Jan, the lead children and youth facilitator at Open Studio Project (OSP), works with a dedicated team at the arts and social service organization to help prepare pre-K students for kindergarten. Using a newly-developed curriculum that incorporates arts activities, like painting and clay molding, with skill-building lessons, OSP hosts and travels to different pre-K education centers in Evanston to lead art classes. These sessions help students unleash their creativity and develop the social and emotional skills needed to be successful in school and beyond.
“The activities provide emotional tools to build positive relationships and help people appreciate differences and develop empathy,” said Chantal Healey, executive director of OSP. “We’re teaching our kids that kindness, empathy and extending a hand to those in-need really helps us become a stronger society and helps the world become a better place.”
More than an art class, students learn life skills
On a sunny Friday in February, a dozen students from The Learning Bridge Early Education Center huddled around paint-splattered sheets in the center’s carriage house to paint ocean scenes alongside Jan and her team of artists.
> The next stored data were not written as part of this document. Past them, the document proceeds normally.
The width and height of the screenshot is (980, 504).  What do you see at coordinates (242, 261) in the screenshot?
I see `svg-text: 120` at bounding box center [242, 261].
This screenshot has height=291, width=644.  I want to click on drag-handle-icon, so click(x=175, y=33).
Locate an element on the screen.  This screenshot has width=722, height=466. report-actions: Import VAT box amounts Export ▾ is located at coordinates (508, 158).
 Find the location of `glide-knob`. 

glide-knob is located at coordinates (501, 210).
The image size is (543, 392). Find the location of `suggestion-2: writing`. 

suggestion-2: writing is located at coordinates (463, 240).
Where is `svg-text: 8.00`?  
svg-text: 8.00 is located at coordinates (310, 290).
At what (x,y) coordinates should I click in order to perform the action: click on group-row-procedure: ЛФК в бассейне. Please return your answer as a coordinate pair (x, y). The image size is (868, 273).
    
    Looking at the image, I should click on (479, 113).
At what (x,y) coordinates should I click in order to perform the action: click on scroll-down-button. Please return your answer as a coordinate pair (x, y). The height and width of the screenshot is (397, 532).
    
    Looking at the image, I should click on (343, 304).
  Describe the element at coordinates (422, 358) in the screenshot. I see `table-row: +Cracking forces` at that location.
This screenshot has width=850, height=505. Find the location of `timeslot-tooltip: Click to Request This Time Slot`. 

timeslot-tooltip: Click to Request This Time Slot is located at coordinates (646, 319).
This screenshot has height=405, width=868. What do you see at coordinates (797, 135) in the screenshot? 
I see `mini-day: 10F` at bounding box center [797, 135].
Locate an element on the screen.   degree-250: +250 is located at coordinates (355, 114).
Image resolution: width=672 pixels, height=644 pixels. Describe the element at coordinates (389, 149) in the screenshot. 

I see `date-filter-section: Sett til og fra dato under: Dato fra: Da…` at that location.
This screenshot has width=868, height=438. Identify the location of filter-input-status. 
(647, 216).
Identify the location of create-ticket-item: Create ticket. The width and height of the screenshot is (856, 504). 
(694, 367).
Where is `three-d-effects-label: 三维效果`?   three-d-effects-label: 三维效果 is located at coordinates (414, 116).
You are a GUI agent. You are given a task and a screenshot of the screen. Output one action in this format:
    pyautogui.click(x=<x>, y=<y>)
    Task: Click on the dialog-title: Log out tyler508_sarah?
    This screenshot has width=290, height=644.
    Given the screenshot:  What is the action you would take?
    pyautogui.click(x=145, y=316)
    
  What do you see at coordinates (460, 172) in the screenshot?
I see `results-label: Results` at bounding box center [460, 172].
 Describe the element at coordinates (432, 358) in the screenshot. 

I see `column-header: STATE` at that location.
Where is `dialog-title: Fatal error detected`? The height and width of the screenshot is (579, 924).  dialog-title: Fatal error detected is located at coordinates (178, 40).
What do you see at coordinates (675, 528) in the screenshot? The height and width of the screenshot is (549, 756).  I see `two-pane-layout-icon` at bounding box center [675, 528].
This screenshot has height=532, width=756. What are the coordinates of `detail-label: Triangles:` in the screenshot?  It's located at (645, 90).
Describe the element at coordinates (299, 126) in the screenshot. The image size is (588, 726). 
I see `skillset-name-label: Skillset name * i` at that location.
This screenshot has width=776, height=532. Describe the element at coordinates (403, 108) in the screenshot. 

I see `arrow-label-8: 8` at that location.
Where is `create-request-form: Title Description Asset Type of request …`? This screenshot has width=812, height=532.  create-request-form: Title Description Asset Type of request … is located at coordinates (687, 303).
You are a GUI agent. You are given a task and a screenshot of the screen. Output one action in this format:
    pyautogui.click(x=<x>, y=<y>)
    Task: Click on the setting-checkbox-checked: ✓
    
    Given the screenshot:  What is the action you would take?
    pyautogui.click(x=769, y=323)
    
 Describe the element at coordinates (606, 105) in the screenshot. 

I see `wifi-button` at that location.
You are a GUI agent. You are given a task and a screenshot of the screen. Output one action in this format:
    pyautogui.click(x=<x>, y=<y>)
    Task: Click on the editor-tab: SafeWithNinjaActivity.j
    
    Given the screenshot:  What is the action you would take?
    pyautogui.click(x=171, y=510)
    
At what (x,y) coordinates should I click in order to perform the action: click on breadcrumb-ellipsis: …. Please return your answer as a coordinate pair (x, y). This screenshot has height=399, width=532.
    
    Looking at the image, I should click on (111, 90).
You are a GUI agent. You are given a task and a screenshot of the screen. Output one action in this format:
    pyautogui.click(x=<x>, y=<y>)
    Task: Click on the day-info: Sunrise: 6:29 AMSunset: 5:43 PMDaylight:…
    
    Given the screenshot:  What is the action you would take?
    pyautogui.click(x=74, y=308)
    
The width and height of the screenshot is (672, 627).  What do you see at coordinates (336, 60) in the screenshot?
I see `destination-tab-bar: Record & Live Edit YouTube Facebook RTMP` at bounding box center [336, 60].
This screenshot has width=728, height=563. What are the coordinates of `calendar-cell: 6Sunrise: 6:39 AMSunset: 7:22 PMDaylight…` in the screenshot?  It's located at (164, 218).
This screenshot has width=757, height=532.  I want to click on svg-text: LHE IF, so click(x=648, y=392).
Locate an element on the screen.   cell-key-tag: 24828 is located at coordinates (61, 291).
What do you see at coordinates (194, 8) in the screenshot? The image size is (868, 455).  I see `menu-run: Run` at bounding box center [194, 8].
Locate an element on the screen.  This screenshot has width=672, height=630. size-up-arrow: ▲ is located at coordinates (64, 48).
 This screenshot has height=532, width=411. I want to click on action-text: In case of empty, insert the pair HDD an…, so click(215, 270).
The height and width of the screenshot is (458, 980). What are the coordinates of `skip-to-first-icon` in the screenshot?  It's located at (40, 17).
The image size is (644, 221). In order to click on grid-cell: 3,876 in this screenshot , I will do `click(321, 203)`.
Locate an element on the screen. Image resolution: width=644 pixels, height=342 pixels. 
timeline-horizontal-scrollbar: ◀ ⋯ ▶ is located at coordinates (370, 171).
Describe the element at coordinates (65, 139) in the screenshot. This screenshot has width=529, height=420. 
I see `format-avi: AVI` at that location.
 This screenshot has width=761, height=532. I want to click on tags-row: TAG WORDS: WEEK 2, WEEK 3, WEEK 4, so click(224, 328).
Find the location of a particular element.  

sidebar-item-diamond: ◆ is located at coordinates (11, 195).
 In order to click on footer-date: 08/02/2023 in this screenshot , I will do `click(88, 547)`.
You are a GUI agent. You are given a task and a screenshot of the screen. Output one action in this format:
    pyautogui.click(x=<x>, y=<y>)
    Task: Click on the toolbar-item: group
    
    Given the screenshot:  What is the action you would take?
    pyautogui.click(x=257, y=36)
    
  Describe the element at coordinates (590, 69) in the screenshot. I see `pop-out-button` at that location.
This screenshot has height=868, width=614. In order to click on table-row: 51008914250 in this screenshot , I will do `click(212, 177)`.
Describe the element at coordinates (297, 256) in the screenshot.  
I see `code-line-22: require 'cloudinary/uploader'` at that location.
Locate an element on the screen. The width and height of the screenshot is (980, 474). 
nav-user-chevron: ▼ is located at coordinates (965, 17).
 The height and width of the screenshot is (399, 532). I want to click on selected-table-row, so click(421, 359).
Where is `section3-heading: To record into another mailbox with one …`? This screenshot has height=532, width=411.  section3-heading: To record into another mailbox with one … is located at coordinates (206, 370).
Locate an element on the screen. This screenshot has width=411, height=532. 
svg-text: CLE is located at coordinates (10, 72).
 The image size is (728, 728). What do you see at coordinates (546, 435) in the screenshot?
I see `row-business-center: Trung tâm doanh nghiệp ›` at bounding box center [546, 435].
Before slathering turquoise, indigo and yellow paint on their white canvases — and all over their hands and arms — the group of 4- and 5-year-olds had a lively discussion about sea animals and their habitats.
Sitting in a circle with the kids, Jan scribbled an obscure fish on her paper, then asked the group if it was good enough to use for her project.
“It can be an imaginary fish. Because we all see things differently,” interjected Ned, a blonde student with lime-green hair dye on the tips of his curly locks.
“Yes! You’ve been listening!” Jan exclaimed.
For 12 weeks, OSP’s team will visit Learning Bridge to host two art classes that teach the students such lessons. The classes are a creative journey that combines social and emotional skill-building with art in a process that values self-expression over technique and abandons critiquing the students’ work.
For 45-minutes each week, the students create projects that explore machines, mammals, their bodies, the solar system and more. The projects incorporate each of the five attributes of social-emotional learning — self-awareness, self-management, social awareness, responsible decision-making and relationship skills.
“In schools, the work is very skills-based, but here, it’s very process-based. There’s a lot of freedom within the structure. It’s not really about the product. It’s about the experience of doing the art and enjoying it,” Jan said of OSP’s pre-K readiness program.
In addition to the classes for little ones, the studio project hosts therapeutic art classes for parents at their storefront studio on Sherman Avenue to complement the students’ learning. Following the 12-week program at Learning Bridge, OSP will take their art instruction to Reba Early Learning Center and the Childcare Network of Evanston.